Others are equally critical.“Abuse at Guantánamo is still happening on Obama’s watch,” said Cori Crider of Reprieve, the U.K. human rights group, which is seeking court-ordered release of videotapes of the Guantanamo procedures. “I’ve seen the force-feeding footage to prove it.”
The White House and Pentagon vigorously dispute that the practice amounts to torture, saying the forced feedings at Guantanamo are humane and meant to prevent suicide. A federal judge earlier this year upheld the procedure, although she urged the military to consider alternatives.
Officials Cite Differences in CIA, Gitmo Force-Feeding
U.S. officials also note there are fundamental differences between the involuntary “feeding” procedures at Guantanamo and those described in the Senate Intelligence Committee report on CIA detainees.

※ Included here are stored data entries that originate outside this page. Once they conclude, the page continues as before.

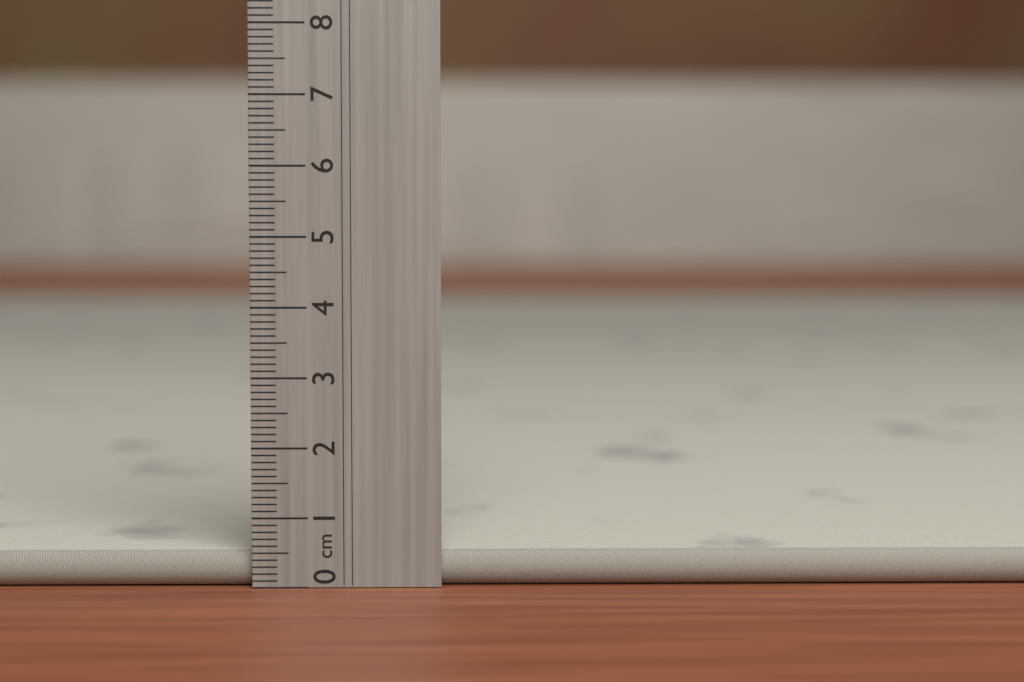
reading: 0.5 cm
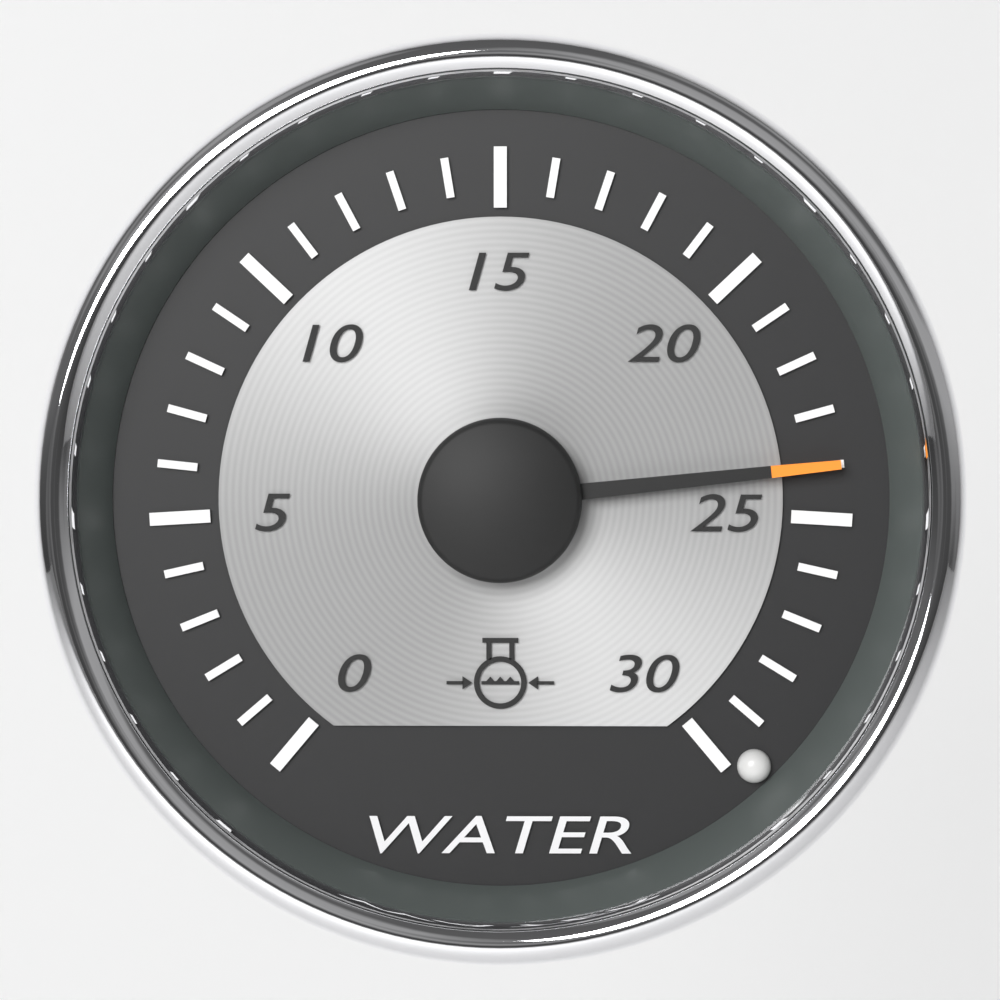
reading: 24 (no unit)
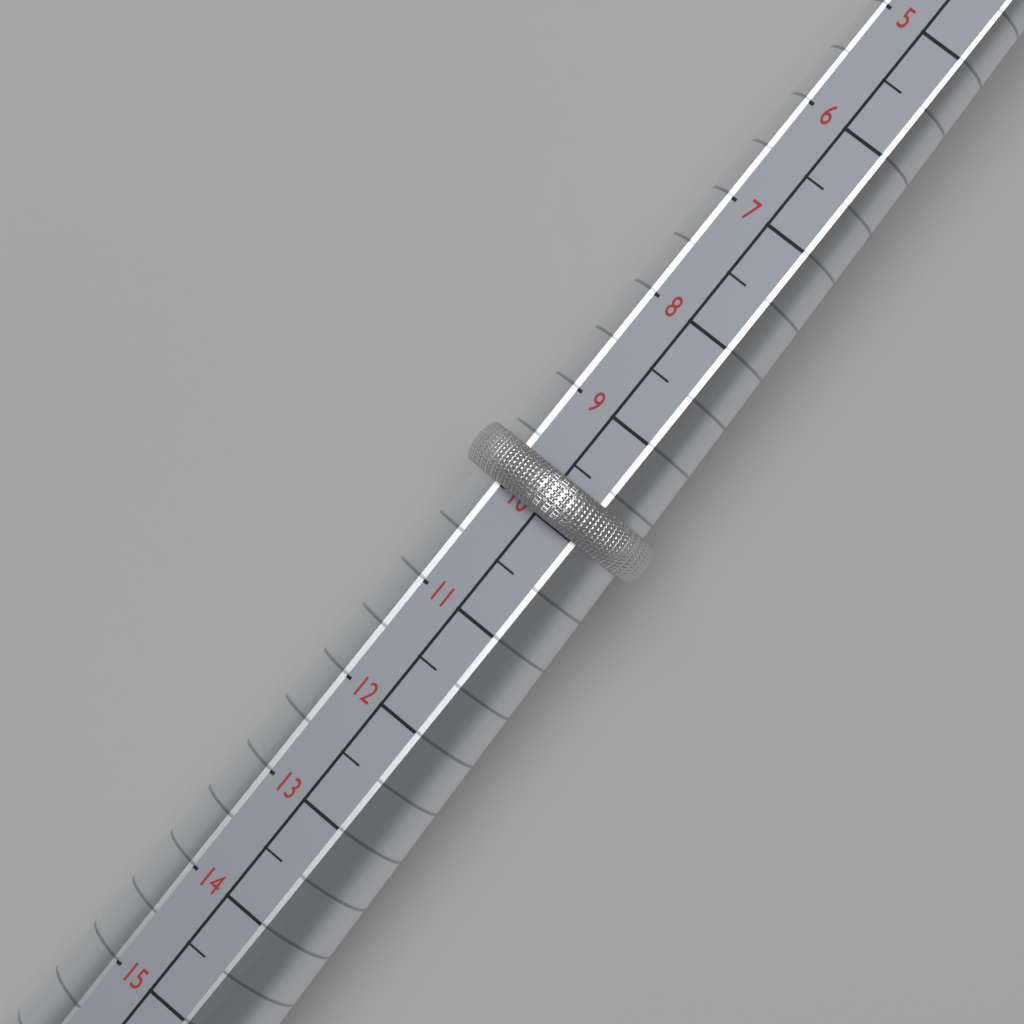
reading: 10.0 (no unit)
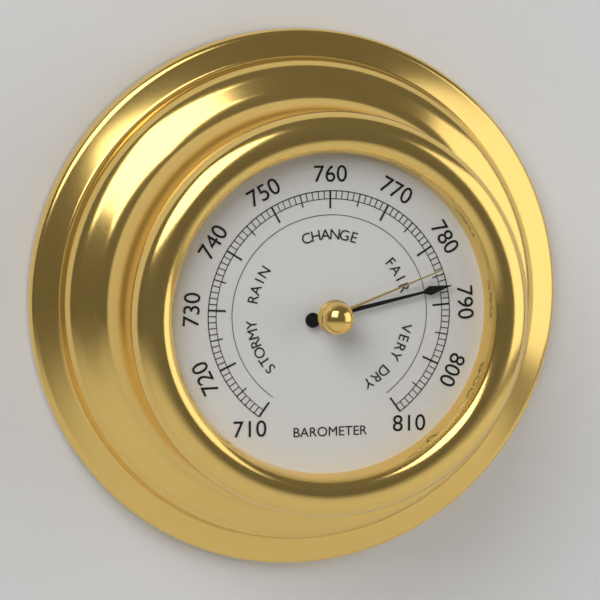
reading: 787 (no unit)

Several detainees held at CIA black sites received “rectally infused” meals, according to the Senate report. Those at Guantanamo Bay are not fed rectally but instead given liquid nourishment through tubes inserted through the nose directly to the stomach, according to the Pentagon.
The Senate report also revealed that CIA operatives considered “rectal feeding” a “means of behavior control” and a way to “exert total control over the detainee.”
The CIA’s formal response to the report does not address rectal feeding, although the agency has defended rectal rehydration as a “well acknowledged medical technique.”
Former Vice President Dick Cheney said Wednesday that rectal rehydration “was not one of the authorized or approved techniques.”
The Pentagon says the feeding procedures at Guantanamo are used solely for suicide prevention.
“We’re in charge of safe-guarding [the detainees], which means that we will not let them harm themselves through refusing meals over extended periods of time,” Defense Department spokesman Lt. Col. Myles B. Caggins III told ABC News. “In no way is it torture to keep a person from harming themselves by having medical professionals ensure they have adequate nutrition through well-recognized safe feeding methods.”
President Obama has signed off on the Guantanamo forced feedings, telling reporters in April 2013 that, “I don't want these individuals to die.”
He has also defended the treatment of detainees at Guantanamo, telling Fusion’s Jorge Ramos this week that no torture has been condoned on his watch.
“I can categorically say that anybody who engaged in any behavior like this would be directly violating my executive orders and my policies as President of the United States, and would be held into account and would be breaking the law,” he said.
The White House says the recent hunger strike is another reminder of the need to shutter the facility, on which Obama campaigned in 2008 and remains committed to do.
“The continued operation of the Guantanamo Bay detention facility poses profound risks to our national security and must be closed,” National Security Council spokesman Patrick Ventrell said.